That would work if all candidates are interchangeable if they assert the same plank. In practice, however, candidates X and Y may both have identical planks but wildly different levels of efficacy. People aren't machines.
My point was more that since they’re from the same party, these things can get smoothed over. The losing candidate will be far less likely to cry foul. The winner might appoint the loser to their team, etc.
You're making an unsupported inference here. Neither I, nor anybody else in this discussion that I see, has made any (serious) suggestion that the article needed to mention anybody else. Not even Gary Johnson or Jill Stein, much less Hedges, etc.
What the author should have done however, is write an accurate statement by simply saying "both major party candidates for President..." instead of "both candidates for President..."
The party primaries are more or less independent from "real" elections. This is how the parties like it— the DNC argued in a lawsuit that they don't have any obligation to make the process fair.
> How so? If you're referring to the open primary system, that doesn't mean there are no primary challengers. In a sense, it means everyone but the incumbent is a primary challenger
It means "primary challenge" (which refers to an intra-party run in a partisan primary with a segregated pool of cnadidates) is a meaningless distinction when running against someone, since any time you run for an office, it means running in the general, non-partisan pool of candidates in the "primary" election.
The thing being suggested here is that the campaign of the incumbent is reading all the communications of the campaign of the challenger. I don't think anything of the sort actually happens or is really that easy to (completely secretly!) make happen, but that's the proposed scenario.
The point is that if voters would otherwise support someone, but they can't run because an inner circle of political elites won't let them, then those people are an obstruction to democracy
I think we agree. I'm just pointing out that this is not a problem with this specific decision by the Democratic party, but an inherent problem with any system that allows a small number of powerful political parties to act as the gatekeepers deciding who can appear on the ballot. This is the system we have, and it is an impediment to democracy.
Which the lawsuit we are talking about explicitly alleges is not the case.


TASK INSTRUCTIONS » Please copy the entries below word for word.

DATA FOR ANALYSIS »
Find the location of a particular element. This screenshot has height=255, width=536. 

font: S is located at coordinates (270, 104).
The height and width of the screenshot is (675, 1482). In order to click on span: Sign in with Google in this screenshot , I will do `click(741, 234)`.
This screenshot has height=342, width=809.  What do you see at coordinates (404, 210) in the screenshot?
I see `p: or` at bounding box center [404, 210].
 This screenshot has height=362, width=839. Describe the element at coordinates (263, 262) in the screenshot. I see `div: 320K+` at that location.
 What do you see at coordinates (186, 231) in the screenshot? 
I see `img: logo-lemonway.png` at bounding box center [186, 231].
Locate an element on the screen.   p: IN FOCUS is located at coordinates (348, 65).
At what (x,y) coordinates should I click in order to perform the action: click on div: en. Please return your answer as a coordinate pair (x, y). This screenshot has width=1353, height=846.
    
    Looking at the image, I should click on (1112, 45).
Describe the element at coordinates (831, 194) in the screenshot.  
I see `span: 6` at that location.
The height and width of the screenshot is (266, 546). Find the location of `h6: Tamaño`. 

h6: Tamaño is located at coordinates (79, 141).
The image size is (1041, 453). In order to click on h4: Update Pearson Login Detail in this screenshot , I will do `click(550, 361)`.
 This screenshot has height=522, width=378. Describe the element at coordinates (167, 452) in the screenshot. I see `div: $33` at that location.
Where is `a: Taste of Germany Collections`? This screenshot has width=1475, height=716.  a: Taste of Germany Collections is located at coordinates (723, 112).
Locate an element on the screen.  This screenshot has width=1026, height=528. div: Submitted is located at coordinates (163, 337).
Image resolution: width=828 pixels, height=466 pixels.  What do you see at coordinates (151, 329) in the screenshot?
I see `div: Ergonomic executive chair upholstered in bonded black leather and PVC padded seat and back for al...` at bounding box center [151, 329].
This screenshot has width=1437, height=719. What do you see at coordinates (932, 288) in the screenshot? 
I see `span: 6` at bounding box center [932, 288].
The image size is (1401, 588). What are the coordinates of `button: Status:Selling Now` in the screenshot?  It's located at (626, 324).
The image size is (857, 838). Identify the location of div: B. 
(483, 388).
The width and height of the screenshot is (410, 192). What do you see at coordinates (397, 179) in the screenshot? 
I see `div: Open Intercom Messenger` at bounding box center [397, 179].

EXERCISE SOLUTION »
Find the location of a particular element. This screenshot has height=255, width=536. 

font: S is located at coordinates (270, 104).
The height and width of the screenshot is (675, 1482). In order to click on span: Sign in with Google in this screenshot , I will do `click(741, 234)`.
This screenshot has height=342, width=809.  What do you see at coordinates (404, 210) in the screenshot?
I see `p: or` at bounding box center [404, 210].
 This screenshot has height=362, width=839. Describe the element at coordinates (263, 262) in the screenshot. I see `div: 320K+` at that location.
 What do you see at coordinates (186, 231) in the screenshot? 
I see `img: logo-lemonway.png` at bounding box center [186, 231].
Locate an element on the screen.   p: IN FOCUS is located at coordinates (348, 65).
At what (x,y) coordinates should I click in order to perform the action: click on div: en. Please return your answer as a coordinate pair (x, y). This screenshot has width=1353, height=846.
    
    Looking at the image, I should click on (1112, 45).
Describe the element at coordinates (831, 194) in the screenshot.  
I see `span: 6` at that location.
The height and width of the screenshot is (266, 546). Find the location of `h6: Tamaño`. 

h6: Tamaño is located at coordinates (79, 141).
The image size is (1041, 453). In order to click on h4: Update Pearson Login Detail in this screenshot , I will do `click(550, 361)`.
 This screenshot has height=522, width=378. Describe the element at coordinates (167, 452) in the screenshot. I see `div: $33` at that location.
Where is `a: Taste of Germany Collections`? This screenshot has width=1475, height=716.  a: Taste of Germany Collections is located at coordinates (723, 112).
Locate an element on the screen.  This screenshot has width=1026, height=528. div: Submitted is located at coordinates (163, 337).
Image resolution: width=828 pixels, height=466 pixels.  What do you see at coordinates (151, 329) in the screenshot?
I see `div: Ergonomic executive chair upholstered in bonded black leather and PVC padded seat and back for al...` at bounding box center [151, 329].
This screenshot has width=1437, height=719. What do you see at coordinates (932, 288) in the screenshot? 
I see `span: 6` at bounding box center [932, 288].
The image size is (1401, 588). What are the coordinates of `button: Status:Selling Now` in the screenshot?  It's located at (626, 324).
The image size is (857, 838). Identify the location of div: B. 
(483, 388).
The width and height of the screenshot is (410, 192). What do you see at coordinates (397, 179) in the screenshot? 
I see `div: Open Intercom Messenger` at bounding box center [397, 179].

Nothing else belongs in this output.